Vancouver Province

Review by Ray Waddell

'Everything was really hard after'; Dave Matthews Band carries on following death of founding member

From the bluesy sax solo that opens the album, to the inspired songs and performances throughout, it's clear that this one's for LeRoi.

Big Whiskey and the Groogrux King, the Dave Matthews Band's first album since 2005, draws upon a number of sources of inspiration: producer Rob Cavallo (Green Day, My Chemical Romance), the band's maturation and a focus on creating a studio project on a level with the band's potency as one of the most popular live acts in rock history.

But it's hard to deny the impact of the loss of founding member LeRoi Moore, who last summer died of complications from injuries suffered in an all-terrain-vehicle accident after work on the album had begun.

"Everything was really hard after Roi's death," Matthews says. "But when we were all spending time together and listened to what he had already played, we really had time to think about him and be grateful for the time we had with him."

Violinist Boyd Tinsley agrees that the sessions helped pull the band members together. "You're in the studio and you look around, and there's somebody missing," he says. "I know there were some moments for me that were really tough in the studio."

Even so, the energy around the DMB camp is positive now as the members gear up to promote what they feel could be a career-changing album, due out today.

The Mardi Gras-inspired Groogrux began more than a year ago at the band's hometown studio in Charlottesville, Va., where Moore's skills as an arranger and idea man were instrumental in putting together many of the musical concepts that led to the songs on the record.

"We had two, maybe three sessions before he had the accident," says drummer Carter Beauford, "and those were the very crucial stages of this project, because we had to lay down the very foundation of this whole sound."

After Moore's accident while on a tour break in July and his death in August, the band resumed work on the album last fall in Seattle. The band took a break for the holidays and regrouped earlier this year in New Orleans, with final work completed at Cavallo's home studio near Los Angeles.

Returning to the studio after Moore's death brought practical as well as emotional challenges. "Besides playing the horn, LeRoi was a great band member, a great musical conceptualist," Cavallo says. "We missed his brain, we missed his presence. We were lamenting all the time, 'We wish Roi was here. What would he do?"'

Moore's work is all over the album, culled from performances he had already put in for the project. "We created a giant ProTools file that had all of his parts, even if he was just tinkering around during a demo phase off-mic," Cavallo says. "We scoured the hard drives to find all of these moments he had."

At its heart, Groogrux is a musically ambitious record -- and certainly one of the band's most accessible, likely not only to please longtime fans but to draw in plenty of new ones.

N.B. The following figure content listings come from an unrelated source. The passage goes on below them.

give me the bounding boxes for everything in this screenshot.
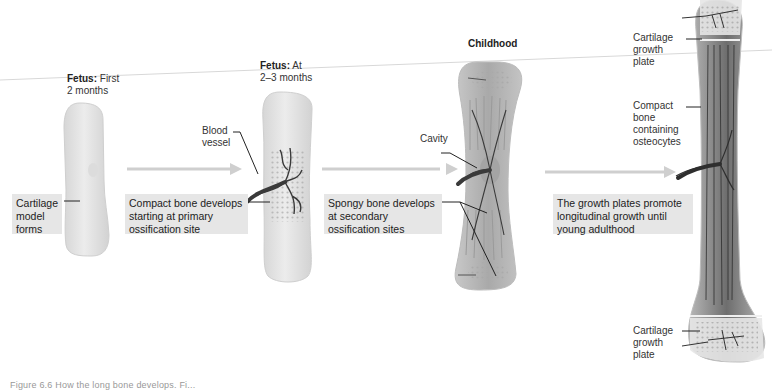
spongy-bone-develops-box: Spongy bone develops at secondary ossifi… <box>324 194 442 234</box>
compact-bone-osteocytes-label: Compact bone containing osteocytes <box>633 100 681 148</box>
growth-plates-promote-box: The growth plates promote longitudinal g… <box>553 194 693 234</box>
compact-bone-develops-box: Compact bone develops starting at primar… <box>125 194 248 234</box>
cartilage-model-forms-box: Cartilage model forms <box>12 194 62 234</box>
stage-2-title: Fetus: At 2–3 months <box>260 60 312 84</box>
cartilage-model-bone <box>64 103 109 256</box>
childhood-bone <box>455 62 522 290</box>
stage-3-title: Childhood <box>468 38 517 50</box>
stage-1-title: Fetus: First 2 months <box>67 73 119 97</box>
stage-arrows <box>127 163 676 178</box>
primary-ossification-bone <box>247 92 312 282</box>
leader-lines <box>64 39 702 331</box>
cavity-label: Cavity <box>420 133 448 145</box>
cartilage-growth-plate-top-label: Cartilage growth plate <box>633 32 673 68</box>
adult-long-bone <box>676 0 765 362</box>
figure-caption: Figure 6.6 How the long bone develops. F… <box>10 380 195 390</box>
blood-vessel-label: Blood vessel <box>202 125 230 149</box>
cartilage-growth-plate-bottom-label: Cartilage growth plate <box>633 325 673 361</box>
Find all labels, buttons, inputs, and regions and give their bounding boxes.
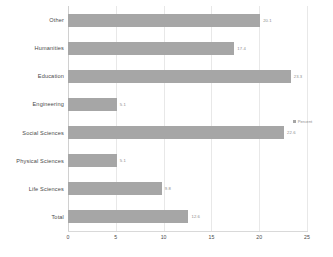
bar [68, 42, 234, 55]
plot-area: 20.117.423.35.122.65.19.812.6 [68, 6, 307, 231]
x-axis-tick-labels: 0510152025 [68, 234, 307, 248]
x-axis-line [68, 231, 308, 232]
category-label: Life Sciences [29, 175, 64, 203]
bar-row: 9.8 [68, 175, 307, 203]
y-axis-category-labels: OtherHumanitiesEducationEngineeringSocia… [0, 6, 64, 231]
bar-row: 5.1 [68, 147, 307, 175]
bar [68, 98, 117, 111]
bar-value-label: 20.1 [263, 18, 272, 23]
bar [68, 14, 260, 27]
bar [68, 126, 284, 139]
x-tick-label-10: 10 [161, 234, 167, 240]
chart-legend: Percent [293, 119, 312, 124]
bar [68, 154, 117, 167]
x-tick-label-25: 25 [304, 234, 310, 240]
bar-row: 22.6 [68, 119, 307, 147]
x-tick-label-20: 20 [256, 234, 262, 240]
x-tick-label-0: 0 [67, 234, 70, 240]
x-tick-label-5: 5 [114, 234, 117, 240]
legend-swatch-percent [293, 120, 296, 123]
category-label: Social Sciences [22, 119, 64, 147]
category-label: Other [49, 6, 64, 34]
bar-row: 17.4 [68, 34, 307, 62]
bar-series-percent: 20.117.423.35.122.65.19.812.6 [68, 6, 307, 231]
bar-row: 5.1 [68, 90, 307, 118]
bar [68, 210, 188, 223]
bar-value-label: 12.6 [191, 214, 200, 219]
bar [68, 182, 162, 195]
bar-chart: OtherHumanitiesEducationEngineeringSocia… [0, 0, 333, 257]
bar-value-label: 22.6 [287, 130, 296, 135]
bar-value-label: 5.1 [120, 102, 126, 107]
legend-label-percent: Percent [298, 119, 312, 124]
x-tick-label-15: 15 [209, 234, 215, 240]
bar-value-label: 5.1 [120, 158, 126, 163]
bar-row: 20.1 [68, 6, 307, 34]
category-label: Education [38, 62, 64, 90]
category-label: Physical Sciences [16, 147, 64, 175]
bar-value-label: 17.4 [237, 46, 246, 51]
bar-value-label: 23.3 [294, 74, 303, 79]
category-label: Humanities [35, 34, 64, 62]
bar-row: 23.3 [68, 62, 307, 90]
category-label: Engineering [32, 90, 64, 118]
category-label: Total [51, 203, 64, 231]
bar-value-label: 9.8 [165, 186, 171, 191]
bar-row: 12.6 [68, 203, 307, 231]
bar [68, 70, 291, 83]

"If someone tells me, 'I don't like it,' I can say, 'That's your problem, because it's good, bro,"' Matthews says.

Highlights include the funk-rock rave-up "Shake Me," the stirring ballad "In the Hands of God," the swampy rocker "Cockadile," radio-friendly fare like "Why I Am," which features playful horns over a solid rock riff and a hooky chorus,

"Funny the Way It Is," which parlays a subtle intro into a soaring, syncopated anthem, and set pieces "Skworm" and "Time Bomb," the latter featuring some of Matthews' most fiery studio vocals in years.

It seems everyone in the group was inspired to make a landmark Dave Matthews Band album, one that lives up to their legendary onstage alchemy. "I think we finally managed to get it," Matthews says. "It doesn't make sense that you could do something sort of extravagant live -- if that's where your strengths are -- (and) that you shouldn't be able to do something even more wild when you're in the studio. I just think we managed to find our groove."

Matthews' lyrics explore familiar DMB themes of spirituality, love and social issues, but they feel more emotional this time, even if Groogrux isn't an overly dark album.

"I don't think there's any need to be lonely and overtly, self-indulgently mournful on this record," Matthews says. "That wouldn't serve us, Roi or anybody. One of

the things about playing music for all of us is that it's a source of joy. So even if we're singing about death or loss or the end of the world, at the very core of everything there's got to be hope."

Cavallo says the trip to the Big Easy was a positive creative influence. The Mardi Gras-influenced album art, drawn by Matthews, is an intricate and compelling parade scene and will be incorporated into tour imagery. "New Orleans rubbed off on the record a lot," Cavallo says. "You can see its influence on the cover; you can see it in different songs, different lyrics, different attitudes. A lot of it came from that city."

New ideas are crucial to a band nearly 20 years old. "I think that's important, and that's one reason why we keep changing our live set, because we never want it to get repetitive," bassist Stefan Lessard says.